Author: | Howard Barker | ISBN: | 9781849433631 |
Publisher: | Oberon Books | Publication: | May 3, 2012 |
Imprint: | Oberon Books | Language: | English |
Author: | Howard Barker |
ISBN: | 9781849433631 |
Publisher: | Oberon Books |
Publication: | May 3, 2012 |
Imprint: | Oberon Books |
Language: | English |
Includes the plays Claw, Ursula, He Stumbled and The Love of a Good Man
The plays in this volume range over twenty years, beginning with Barker's first major work for the stage, Claw, a study of urban discontent and political impotence, developed over three stylistically contrasting acts. Its terrible conclusion marked the debut of a vivid dramatic imagination.
In Ursula Barker's engagement with the pains of the past, and his way of reinvigorating ancient arguments reaches a high point in his treatment of the legend of St Ursula and the martyrdom of 11,000 virgins, where the virtues of celibacy and marriage are set against the catastrophic passion of a woman described as a 'perfect liar'.
Barker's scrutiny of the body and its complex meanings is never more intense than in He Stumbled, the tragedy of a celebrated anatomist whose last dissection becomes his own.
The body as a site of political and personal investment is also at the heart of The Love of a Good Man, an early work set on the empty battlefields of the Great War, where the burial of the dead becomes a pretext for private ambition as well as national grief.
Includes the plays Claw, Ursula, He Stumbled and The Love of a Good Man
The plays in this volume range over twenty years, beginning with Barker's first major work for the stage, Claw, a study of urban discontent and political impotence, developed over three stylistically contrasting acts. Its terrible conclusion marked the debut of a vivid dramatic imagination.
In Ursula Barker's engagement with the pains of the past, and his way of reinvigorating ancient arguments reaches a high point in his treatment of the legend of St Ursula and the martyrdom of 11,000 virgins, where the virtues of celibacy and marriage are set against the catastrophic passion of a woman described as a 'perfect liar'.
Barker's scrutiny of the body and its complex meanings is never more intense than in He Stumbled, the tragedy of a celebrated anatomist whose last dissection becomes his own.
The body as a site of political and personal investment is also at the heart of The Love of a Good Man, an early work set on the empty battlefields of the Great War, where the burial of the dead becomes a pretext for private ambition as well as national grief.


ASSIGNMENT
Below are records; transcribe each one exactly.

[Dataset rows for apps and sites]
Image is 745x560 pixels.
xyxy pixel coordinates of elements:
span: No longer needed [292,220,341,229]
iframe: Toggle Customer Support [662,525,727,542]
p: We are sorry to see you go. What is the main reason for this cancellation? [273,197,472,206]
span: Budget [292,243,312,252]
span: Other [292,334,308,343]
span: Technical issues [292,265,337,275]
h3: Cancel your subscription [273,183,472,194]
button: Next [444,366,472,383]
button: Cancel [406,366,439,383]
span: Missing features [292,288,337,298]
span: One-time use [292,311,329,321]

RESPONSE AREA
Image is 745x560 pixels.
xyxy pixel coordinates of elements:
span: No longer needed [292,220,341,229]
iframe: Toggle Customer Support [662,525,727,542]
p: We are sorry to see you go. What is the main reason for this cancellation? [273,197,472,206]
span: Budget [292,243,312,252]
span: Other [292,334,308,343]
span: Technical issues [292,265,337,275]
h3: Cancel your subscription [273,183,472,194]
button: Next [444,366,472,383]
button: Cancel [406,366,439,383]
span: Missing features [292,288,337,298]
span: One-time use [292,311,329,321]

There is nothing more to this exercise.